Given there are none - not one, not ever - Trident is not now and never has been the UK's nuclear deterrent. It deters nothing and no one and would never be used independently of an authorisation from the USA via its front organisation NATO. Trident is a tool of MAD in a box wholly owned and controlled by American foreign policy

And given the genocidal consequences of nuclear war, MAD and the impossibility of a 'first strike capability' resulting in anything other than those two outcomes what social, economic or moral purpose does Trident serve?

That's right ... none. Not one. Never.

Have we still not learned?  Make peace, not war.  Join CND.


Monday, June 01, 2015

Cold in any currency

Leaf mulch, plastic bottles and a good deal of hope
First day of winter and there was frost on the ground, snow on the southern uplands and, I read in today's newspaper, snow on the streets of Braidwood where Spike and I spent Saturday.  The weather forecast tells us the temperature will drop to minus three degrees overnight, which is cold in anybody's language.  

Spike has been out in the garden, cutting the bottoms off empty bottles of sparkling water to use as mini-greenhouses to protect the sweet pea seedlings planted not so long ago in preparation for the return of warm weather and all that comes with spring.  Here's hoping the plastic bottles are up to the week ahead.

Saturday, May 30, 2015

Birthday brunch in Braidwood

Spike, ordering breakfast
We drove to Braidwood at Spike's request, as part of her extended birthday celebration. Several places on the must-visit list were either closed (the most popular breakfast place was having its floor sanded and varnished ... on a Saturday ... go figure) or not wheelchair accessible. But we found a delightful cafe set off the road behind a gallery. 

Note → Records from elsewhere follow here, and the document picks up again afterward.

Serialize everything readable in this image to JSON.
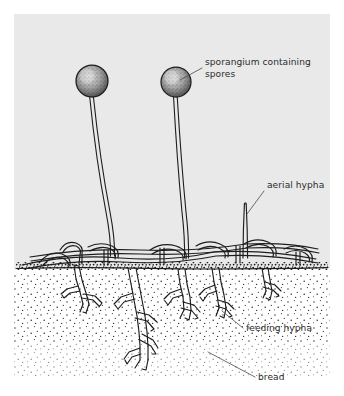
{
  "figure": {
    "name": "bread-mould-structure-diagram",
    "panel": {
      "background_color": "#e9e9e9",
      "x": 14,
      "y": 14,
      "width": 316,
      "height": 368
    },
    "ink_color": "#1d1d1d",
    "page_background": "#ffffff"
  },
  "labels": [
    {
      "id": "sporangium",
      "line1": "sporangium containing",
      "line2": "spores",
      "text_x": 205,
      "line1_y": 65,
      "line2_y": 77,
      "leader": {
        "x1": 202,
        "y1": 68,
        "x2": 180,
        "y2": 80
      }
    },
    {
      "id": "aerial-hypha",
      "line1": "aerial hypha",
      "line2": "",
      "text_x": 267,
      "line1_y": 188,
      "line2_y": 0,
      "leader": {
        "x1": 264,
        "y1": 191,
        "x2": 247,
        "y2": 214
      }
    },
    {
      "id": "feeding-hypha",
      "line1": "feeding hypha",
      "line2": "",
      "text_x": 246,
      "line1_y": 331,
      "line2_y": 0,
      "leader": {
        "x1": 243,
        "y1": 328,
        "x2": 222,
        "y2": 311
      }
    },
    {
      "id": "bread",
      "line1": "bread",
      "line2": "",
      "text_x": 258,
      "line1_y": 380,
      "line2_y": 0,
      "leader": {
        "x1": 255,
        "y1": 377,
        "x2": 208,
        "y2": 352
      }
    }
  ],
  "structures": {
    "sporangia": [
      {
        "id": "sporangium-left",
        "cx": 92,
        "cy": 81,
        "r": 16
      },
      {
        "id": "sporangium-right",
        "cx": 176,
        "cy": 82,
        "r": 15
      }
    ],
    "sporangiophores": [
      {
        "id": "stalk-left",
        "top_x": 93,
        "top_y": 96,
        "base_x": 112,
        "base_y": 252
      },
      {
        "id": "stalk-right",
        "top_x": 176,
        "top_y": 97,
        "base_x": 187,
        "base_y": 255
      }
    ],
    "aerial_hypha": {
      "id": "aerial-hypha-tube",
      "x": 245,
      "top_y": 203,
      "base_y": 258
    },
    "ground_line": {
      "id": "bread-surface-line",
      "y": 268,
      "x_start": 16,
      "x_end": 328
    },
    "bread_substrate": {
      "id": "bread-body",
      "y_top": 268,
      "y_bottom": 381,
      "stipple": true
    }
  }
}
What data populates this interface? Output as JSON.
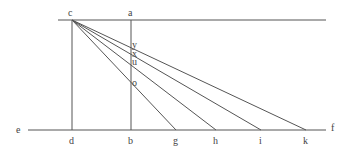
{
  "diagram": {
    "type": "geometry-construction",
    "line_color": "#555555",
    "points": {
      "c": {
        "label": "c",
        "x": 72,
        "y": 20
      },
      "a": {
        "label": "a",
        "x": 131,
        "y": 20
      },
      "e": {
        "label": "e",
        "x": 28,
        "y": 130
      },
      "f": {
        "label": "f",
        "x": 326,
        "y": 130
      },
      "d": {
        "label": "d",
        "x": 72,
        "y": 130
      },
      "b": {
        "label": "b",
        "x": 131,
        "y": 130
      },
      "g": {
        "label": "g",
        "x": 176,
        "y": 130
      },
      "h": {
        "label": "h",
        "x": 216,
        "y": 130
      },
      "i": {
        "label": "i",
        "x": 261,
        "y": 130
      },
      "k": {
        "label": "k",
        "x": 306,
        "y": 130
      },
      "y": {
        "label": "y",
        "x": 131,
        "y": 46
      },
      "x": {
        "label": "x",
        "x": 131,
        "y": 54
      },
      "u": {
        "label": "u",
        "x": 131,
        "y": 63
      },
      "o": {
        "label": "o",
        "x": 131,
        "y": 84
      }
    },
    "segments": [
      [
        "top-line",
        58,
        20,
        326,
        20
      ],
      [
        "ef",
        28,
        130,
        326,
        130
      ],
      [
        "cd",
        72,
        20,
        72,
        130
      ],
      [
        "ab",
        131,
        20,
        131,
        130
      ],
      [
        "cg",
        72,
        20,
        176,
        130
      ],
      [
        "ch",
        72,
        20,
        216,
        130
      ],
      [
        "ci",
        72,
        20,
        261,
        130
      ],
      [
        "ck",
        72,
        20,
        306,
        130
      ]
    ]
  }
}
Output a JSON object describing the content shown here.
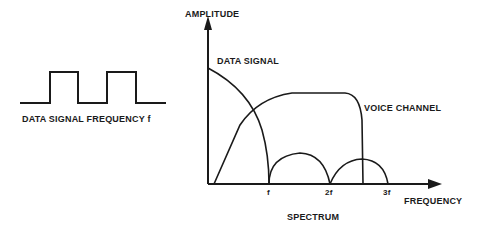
{
  "left_figure": {
    "caption": "DATA SIGNAL FREQUENCY f",
    "waveform": "square-wave"
  },
  "spectrum": {
    "y_axis_label": "AMPLITUDE",
    "x_axis_label": "FREQUENCY",
    "caption": "SPECTRUM",
    "ticks": [
      "f",
      "2f",
      "3f"
    ],
    "curve_labels": {
      "data_signal": "DATA SIGNAL",
      "voice_channel": "VOICE CHANNEL"
    }
  },
  "colors": {
    "ink": "#1a1a1a",
    "background": "#ffffff"
  }
}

The name 'Dee-liscious' did not bode well but I was pleasantly, delightfully surprised. It's a warm, welcoming place with good food, friendly staff and a laid-back atmosphere. We found a table inside - away from the giant cat with a squashed, flat face, the countless dogs (all well-behaved) and six strutting chickens.  With a narrow range of veggie options to choose from we ordered freshly squeezed juices, coffee for Spike and Chai for me then ate like hobbits on smashed eggs, mushrooms and goats' milk curd on toast. Delicious. Truly. And well worth the drive.

Thursday, May 21, 2015

It's in The Guardian so it must be true

Earlier today I read a short article by Natalie Haynes in The Guardian's Books section. The article is headed March of the megabooks: it's all Donna Tartt's fault and can be read here.

The gist of the short piece is that very long novels (900 to 1,000 and more pages) seem to be in vogue.  Ms Haynes writes that she has nothing against long novels per se but that some of the recent crop demonstrate the want of a good editor.  She adds that "a book can be any length, if the words earn their keep on the page" and suggest that we might be overlooking short novels, citing two examples of fine writing: The Testament by Colm Toibin and The Man Who Planted Trees by Jean Giono, which she describes as "the most beautiful book I read last year".

I've never heard of Jean Giono nor - obviously - have I read his short book. On the strength of Natalie Haynes glowing praise, however, I have just ordered a copy (in hardback with woodcut illustrations) from the Book Depository. We shall see soon if it lives up to the recommendation.